President Barak Obama opted out of the campaign to head up his government’s disaster response, while Republican challenger Mitt Romney felt obliged to show sympathy for victims by suspending his own campaigning for a couple of days.

In the process, man-made climate change found its way back into the US public domain, perhaps not too late to have a small electoral impact. What a shame it took such a disaster to shift attention away from lesser matters.

Before my critics blow a fuse, I’m not putting super-storm Sandy down to man-made climate change, though science has a plausible argument for doing so.

Over the past week, meteorologists have cited science that links Sandy to a shifting circumpolar jet stream, a result of a warming Arctic, that has blocked the easterly passage of Atlantic weather systems. This makes sense, but like so much about extreme weather, it’s no open-and-shut case.

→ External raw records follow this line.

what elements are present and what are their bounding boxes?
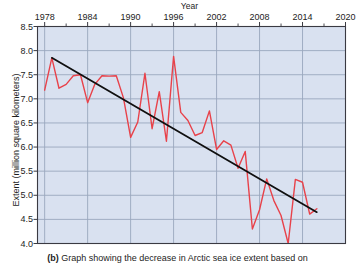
caption-text: Graph showing the decrease in Arctic sea… — [61, 253, 308, 263]
figure-caption: (b) Graph showing the decrease in Arctic… — [0, 252, 355, 264]
plot-background — [38, 27, 346, 244]
caption-label: (b) — [47, 253, 59, 263]
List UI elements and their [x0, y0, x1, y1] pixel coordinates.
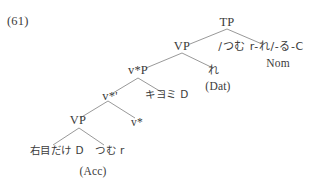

I don’t want to focus on what made Sandy into a once-in-a-century storm, but on the dangerously disconnected dream-world of power politics and big money.

For all the bluster to the contrary, the case for the world to focus urgently on global warming is beyond dispute. A vast array of evidence from many years of scientific observation and analysis carries all the weight that we need to act. We don’t need Sandy to tell us that.

But power politics and big money are somewhere else altogether. Maybe the people engaged in these games spend too much time indoors. If this freak weather event was able to get them thinking about climate for more than a millisecond, who am I to object?

In every presidential campaign since 1988, climate change has figured in the formal debates — until now. It didn’t rate a mention by either of the two main protagonists until after the debates were over, when Obama fielded questions from young viewers in an MTV interview.

“Samantha of New Jersey” probably had the prospect of Sandy’s imminent New Jersey landfall in mind when she asked Obama what he would do to make global climate change a priority.

There was little to cheer about in Obama’s response. Climate change was a critical issue, he said. “I believe scientists who say we are putting too much carbon emissions into the atmosphere and it’s heating the planet and it’s going to have a severe effect.”

He admitted “we’re not moving as fast as we need to” before citing his administration’s measures to improve car fuel efficiency and increase clean energy production. Future priorities included energy-efficient building codes and help for developing countries to build their own clean technologies.

That’s it. No measures to discourage fossil fuel extraction or to put a price on carbon; no discussion of changes to patterns of transportation; nothing about agriculture and food production. In other words, no indication that he really grasps the full extent of what has to be done.

But that’s the good news. On the other side of the election divide sits Republican aspirant Mitt Romney, and from here the story only gets worse.

Romney himself says he doesn’t know what causes climate to change, the position you take when you don’t want to do anything. But that pales into insignificance when the spotlight is put on the people who, backed by big business, shaped the thinking and direction of his campaign. Their most visible expression is the mindless anger of the Tea Party movement.

In his MTV interview, Obama said he was “surprised” that climate had not been a campaign topic. He shouldn’t have been. Man-made global warming has been off the agenda because Americans with political ambitions know that to even hint that it’s valid may be an act of political suicide.

Take the case of former South Carolina congressman Bob Inglis, a solid Republican conservative who thought decades of party service had earned him a right to speak his mind. When he said he supported action to cut emissions, his own party refused to endorse him for re-election in 2010.

After his primary loss, Inglis told David Corn of the online journal Mother Jones that Republican colleagues knew “deep down” that they needed to adopt measures to cut carbon emissions, but were being herded by the “hot microphones” of radio and TV shock-jocks, “like flame throwers causing people to run with fear and panic”.

The campaign against climate action is a cynical exercise in disinformation. The well-funded lobbyists behind it — people like Myron Ebell, a policy director for the Competitive Enterprise Institute — seem immune to the charge that they’re getting short-term gain from long-term pain.

There are chinks in the armour. “What if you’re wrong?” Ebell was asked in an interview for the PBS pre-election documentary Climate of Doubt. “Then I’ll have to say I’m sorry,” said Ebell, “and I wish we could do something to speed up our efforts to reverse the policies that we have supported.”

Saying sorry and wishing for better won’t be enough, but it would be an improvement on what Ebell and his many colleagues are currently up to. Until reality overtakes the campaigns of these people and their backers, all of us — in Australia as in the US — are in for plenty more mischief.

Today is decision day for Americans. May their chosen leader have the courage to stand up for sanity, and move with all due speed to lead his country and the world out of the mad, dark, deluded world of climate denial.